Normal gravitational forces oppose venous return and need to be overcome by developed venous pressures, particularly in the lower extremities.
Recalling the relationship between compliance and pressure (C = ΔV/ΔP), venous pressure may be increased by:
Reduced compliance
Compression of peripheral veins by muscular contractions of the legs
Increased tone of vessels (i.e., by sympathetic nervous system)
Increased volume
From the cardiac perspective, venous return is an important component of preload, a topic covered in Chapter 10 .
The contraction of the cardiac ventricles, an event called systole, drives blood into the pulmonary arteries and into the aorta. The ventricles then relax, an event called diastole.
Systole expands the highly elastic aorta, and elastic recoil occurs during diastole.
This drives the blood out of the aorta and into the smaller arterial branches.
Because both systole and diastole drive the blood forward, blood never stops moving.
Flow is very pulsatile in the aorta and becomes less pulsatile as blood moves down the arterial system.
Pulsatility is still measured well in small arteries.
From the aorta, the blood travels through a branching network of vessels of progressively smaller caliber.
Just before the level of the capillaries are the highly muscular arterioles.
The flow of blood into a given capillary bed may be controlled by muscular contraction in structures known as precapillary sphincters.
When constricted, these sphincters result in a diversion through thoroughfare channels directly into the venous sinusoids, bypassing the capillary bed.
Arterial circulation terminates in the capillaries.
Site of nutrient and gas exchange.
To understand blood pressure, blood flow, and vessel resistance, it is useful to review some basic concepts in physics.
Recall from basic gas laws that the pressure, P, of a gas in a container is proportional to the number of moles (n) in the container per volume (V) of the container:
(because P = nRT/V, where R is the gas constant and T is temperature in Kelvin).
This implies that ↓ volume (V) → molecules forced together → more frequent collisions → ↑ force per area → pressure (P).

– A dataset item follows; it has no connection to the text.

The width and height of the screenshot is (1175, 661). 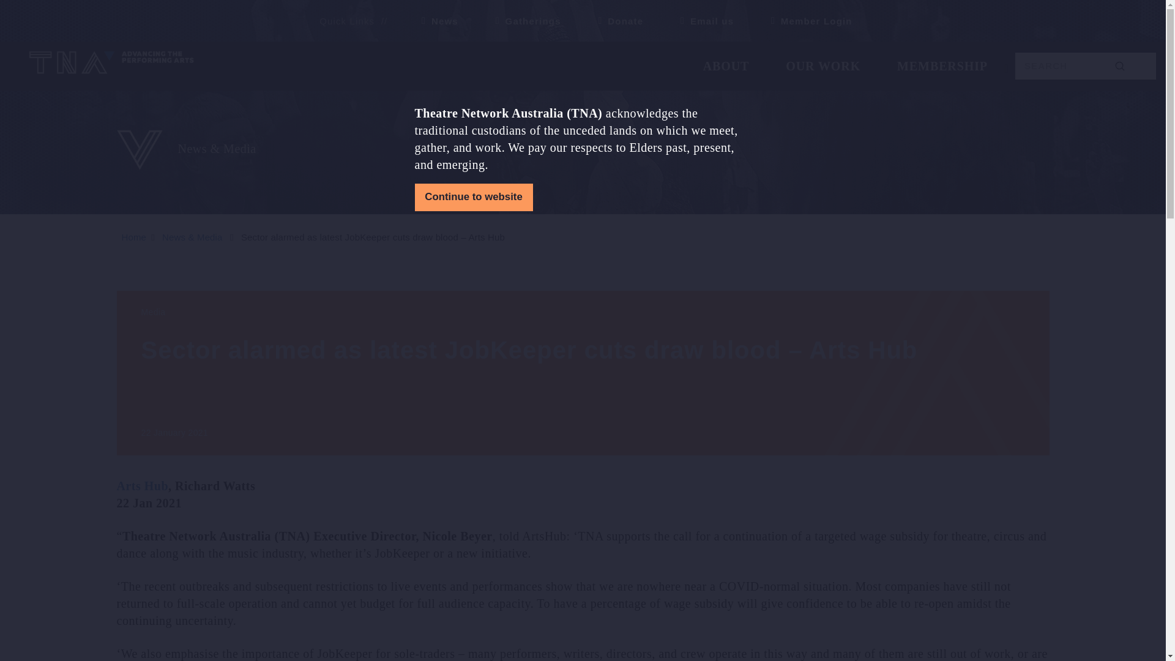 What do you see at coordinates (523, 21) in the screenshot?
I see `Gatherings` at bounding box center [523, 21].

This holds true for fluids in a tube (i.e., vessel).
Systole: contraction of cardiac muscles → shrinking vessel (ventricle) size → ↑ P
Diastole: blood emptied into systemic circulation → ↑ V available in aorta → ↓ P
To shrink the ventricle or the aorta, work (W) must be done on the vessel walls (force, F, must be applied over a distance, d):
Thus work or energy is necessary to drive the contraction of the vessels.

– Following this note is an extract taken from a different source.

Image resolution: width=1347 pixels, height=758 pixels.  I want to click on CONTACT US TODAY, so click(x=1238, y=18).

In the heart, the energy of muscular contraction is derived from adenosine triphosphate (ATP).
In the aorta, the kinetic energy of the blood entering from the heart pushes the aortic walls out. That energy is stored as potential energy in the aortic elastin fibers. This is released during vessel contraction during diastole.

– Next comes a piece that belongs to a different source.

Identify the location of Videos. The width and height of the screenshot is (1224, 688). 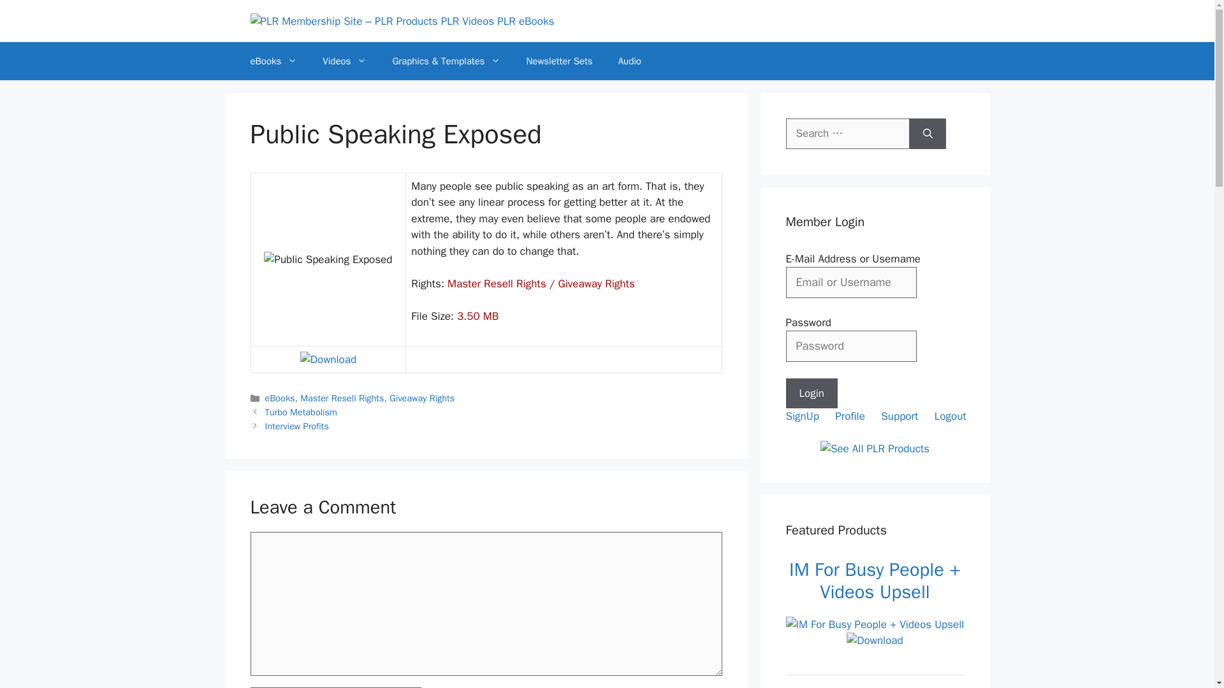
(344, 61).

Because the work is being done in three dimensions, the work equation can be rewritten for three dimensions:
Note: Because pressure is force per area (P = F/A) and volume is equal to distance times area (Δ = d × A), the equation W = P(ΔV) can be reduced to W = (F/A) × (d × A), which is the same as the more familiar W = F × d.
Two types of pressure need be considered in the cardiovascular system ( Fig. 9.4 ):
Transmural pressure refers to a pressure gradient felt across the vascular wall, at one particular point in the vascular tree.
This creates the driving pressure forward through circulation.
It requires an opportunity for outflow (i.e., pressure gradient) to move fluid.
Perfusion pressure or driving pressure, which is the gradient of pressures between two places within the circulation.
The Ohm’s law analogy (I=V/R, where the current I is analogous to blood flow, voltage V is analogous to the pressure gradient) describes the flow of blood (Q) in liters per minute from point A to point B:
where ΔP is the difference in pressure between point A and point B and R is the resistance (mm Hg/mL/min) to flow along the way from A to B.
From this relationship, we see that blood flow is inversely proportional to blood vessel resistance.